We made it home to Prague, utterly exhausted, and the very next day I had an appointment with an eye specialist for a check-up. There's the rub, of course.
Make that the land of "no lounging" and "free health care." Damn good, free health care. The highly competent doctor spent over an hour with me because it's necessary once in a great while to ensure that my extremely weak eyes won't get even worse and to make sure I have absolutely the best prescriptions possible. She's conscientious, professional and, yes, sophisticated--which is very nice in an eye specialist.
Despite American stereotypes to the contrary, European health care is exceptionally good, technologically cutting-edge and rarely requires much of a wait. The throat-and-nose specialist who shares a waiting room with my eye doctor is the exception to that last rule. He doesn't believe in appointments. You just show up and wait, even if your issue is not acute or infectious. And the waiting room--which is shared by all the elderly people trying fill their glasses prescriptions--is always full of miserable sick children with ear aches and coughs. Hey, it's a small town of only 10,000 people, so some doctors share facilities.

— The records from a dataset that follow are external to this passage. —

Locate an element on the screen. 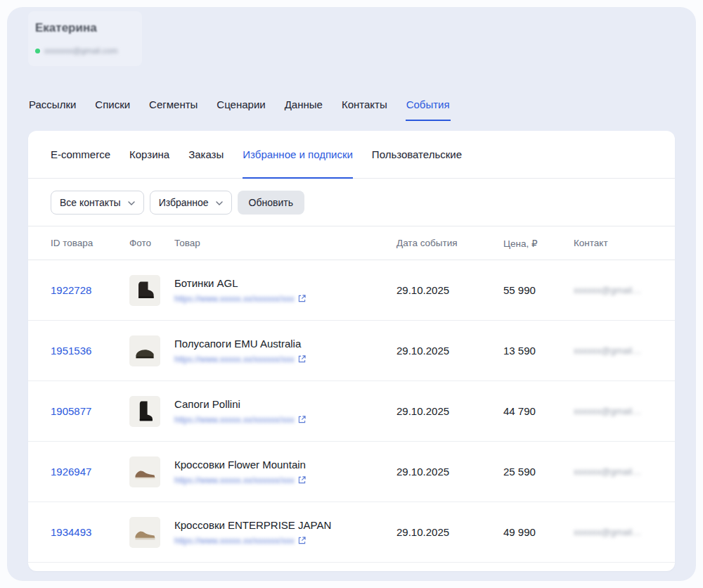 Image resolution: width=703 pixels, height=588 pixels. product-name: Кроссовки ENTERPRISE JAPAN is located at coordinates (285, 525).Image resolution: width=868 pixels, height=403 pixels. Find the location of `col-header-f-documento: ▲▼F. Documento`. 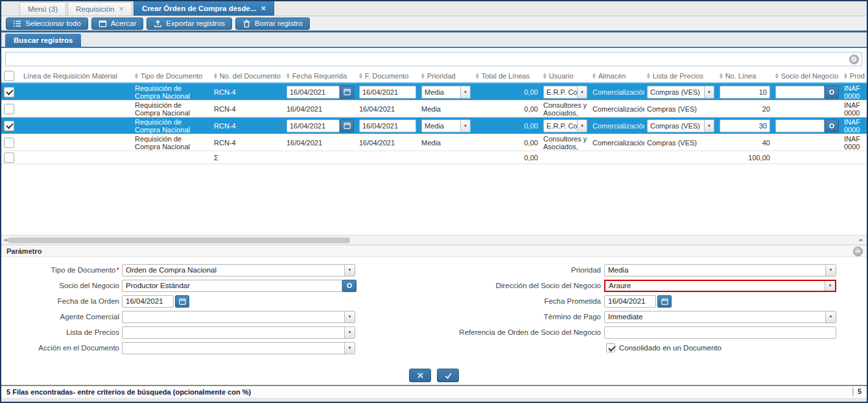

col-header-f-documento: ▲▼F. Documento is located at coordinates (388, 75).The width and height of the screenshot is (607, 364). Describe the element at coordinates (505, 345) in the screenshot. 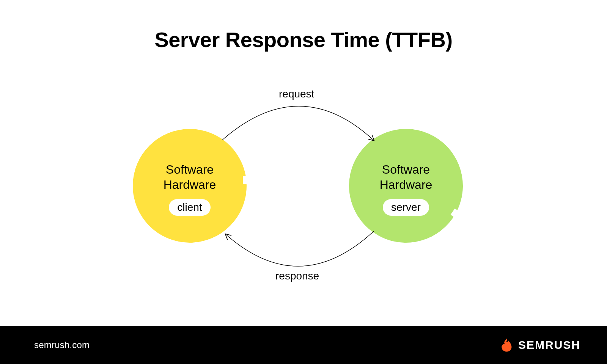

I see `brand-fire-icon` at that location.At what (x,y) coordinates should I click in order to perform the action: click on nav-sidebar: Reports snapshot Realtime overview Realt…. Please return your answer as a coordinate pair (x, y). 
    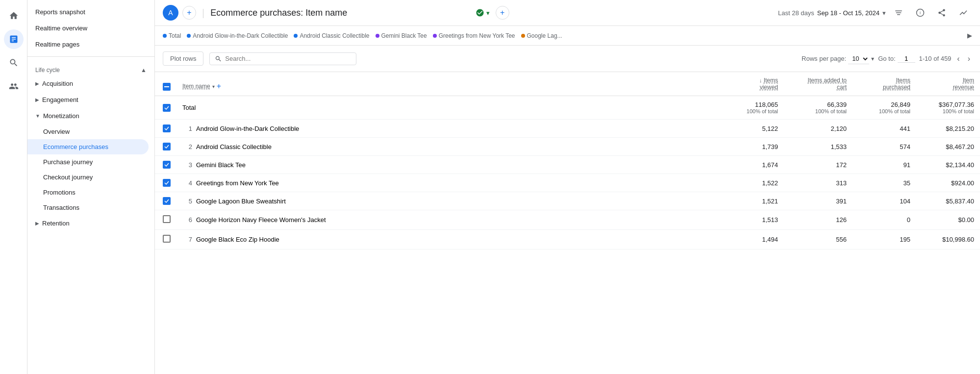
    Looking at the image, I should click on (91, 187).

The line for the throat-and-nose specialist is always huge at this time of year and even though the pediatrician had asked me to take my five-year-old son in to have his nasal tonsils checked, I was procrastinating. Even though I had to be there for the eye doctor anyway, I didn't want to drag him through that chamber of infection until spring, if I could avoid it.
But this particular day I noticed that the line on the other side of the waiting room was oddly small by a freak chance. There was only one mother waiting with a sick child. I watched as another mother came in.

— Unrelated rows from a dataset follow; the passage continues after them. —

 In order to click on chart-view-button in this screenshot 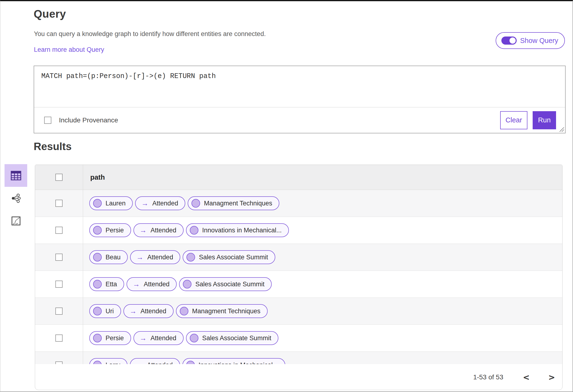, I will do `click(16, 221)`.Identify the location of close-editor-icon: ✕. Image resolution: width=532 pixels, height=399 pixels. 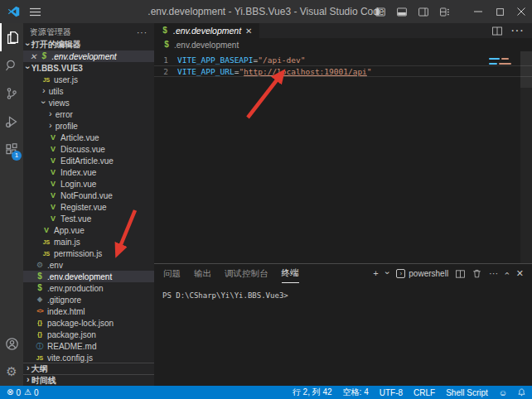
(33, 56).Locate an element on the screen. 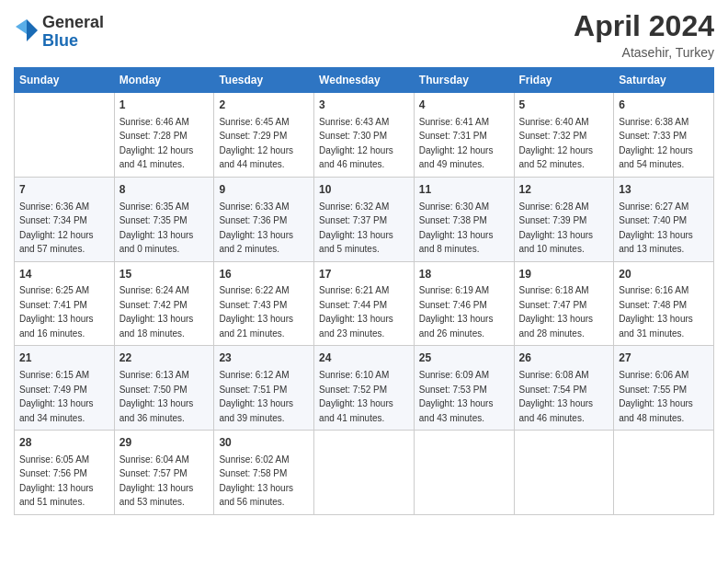 The width and height of the screenshot is (728, 563). day-info: Sunrise: 6:13 AMSunset: 7:50 PMDaylight:… is located at coordinates (156, 396).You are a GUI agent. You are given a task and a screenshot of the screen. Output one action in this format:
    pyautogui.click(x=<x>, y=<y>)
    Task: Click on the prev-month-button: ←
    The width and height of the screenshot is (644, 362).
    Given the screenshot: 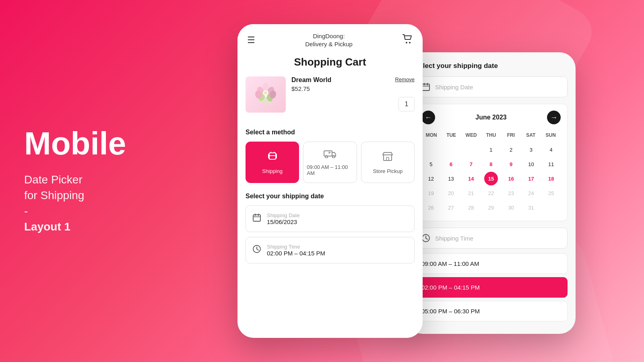 What is the action you would take?
    pyautogui.click(x=428, y=117)
    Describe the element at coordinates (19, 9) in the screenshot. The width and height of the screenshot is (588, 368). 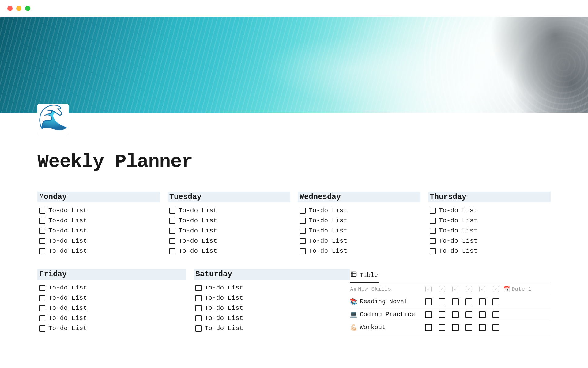
I see `window-minimize-button` at that location.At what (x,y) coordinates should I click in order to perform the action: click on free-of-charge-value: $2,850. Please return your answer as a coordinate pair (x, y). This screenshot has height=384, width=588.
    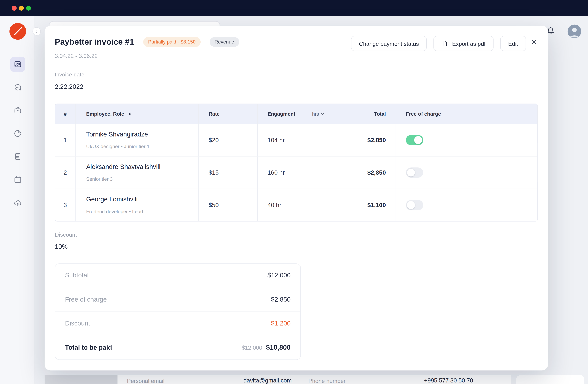
    Looking at the image, I should click on (281, 300).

"Good day!" she said formally to the room at large.
"Good day!" we all chorused. This is Austro-Hungarian Central Europe and we are very much into polite greetings among strangers.
She walked to the door of the throat-and-nose specialist and glanced around in confusion. She turned back to look at me and the elderly people on the eye-specialist's side of the room.

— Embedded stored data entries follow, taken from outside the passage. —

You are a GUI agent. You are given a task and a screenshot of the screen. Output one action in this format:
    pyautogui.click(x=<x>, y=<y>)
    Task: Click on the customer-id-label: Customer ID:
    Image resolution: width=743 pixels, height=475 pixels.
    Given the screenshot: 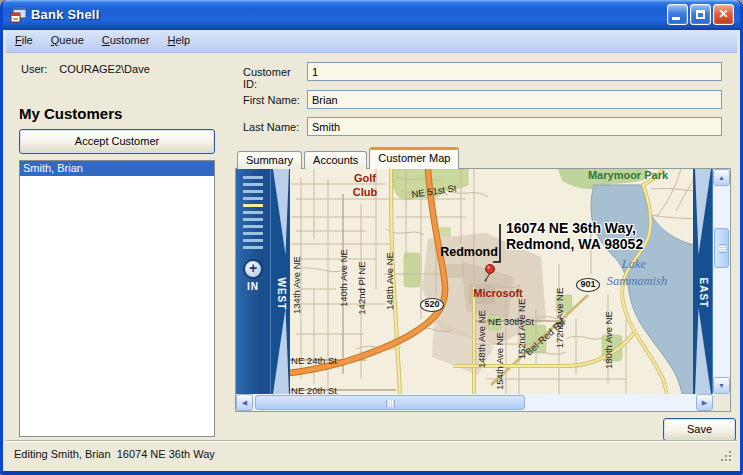 What is the action you would take?
    pyautogui.click(x=274, y=78)
     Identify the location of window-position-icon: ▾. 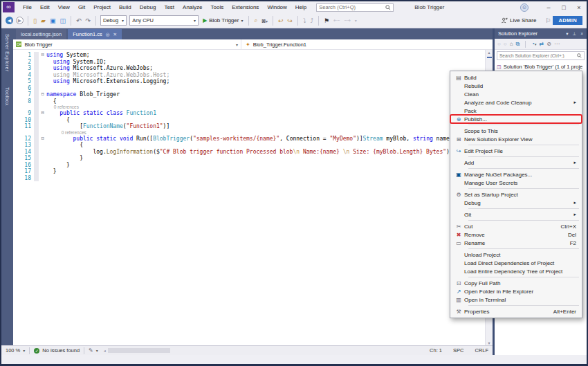
(567, 34).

"Who is the last in line for Dr. Mrazek?" she asked as standard polite behavior demands.
"I am, I think," the woman with the sick first sick child answered.
The second mother stared at her in amazement. "But how is it possible that there is no line?" she asked.
"I have no idea," the first one said with evident delight. "Have you ever heard of such a thing?"
My husband was nearby waiting for me with our children and a surge of hope shot into me. I stood up and came over to the two women.
"Does the doctor even know anyone is here?" I asked. "I think I might get my husband to bring my son in, since it's such good timing."
They nodded encouragingly, but the first one said softly, "I"m not sure if he knows, but I'm too afraid to knock. You know they'll often shout at you. I don't think I can take being shouted at today. You go ahead and knock if you want to."
The other one made a noise of understanding under her breath. "I'd be too afraid too," she admitted, clutching her coughing child closer.
I steeled my nerves and knocked.
There was no response as is the norm, so we waited for the nurse to get around to coming out to see what the "commotion" was about. Patients don't make demands here anymore than customers do.
"I do wish they wouldn't shout," the second mother continued.
"Yes, but I also understand," the first one comforted her. "We're all just people. Them too. They get harried and everyone has a temper, you know."
I did get my son in with the specialist and saved a great deal of time. As I left the waiting room, I nodded and said, "Good bye" to all those still present and they all chorused back at me, "Good bye and have a nice day."
No one smiled or tried to make me part pleasantly with my money. The "have a nice day" is a thing said from patients to other patients. And it reminded me that despite the cultural differences between Europe and America we are all just people.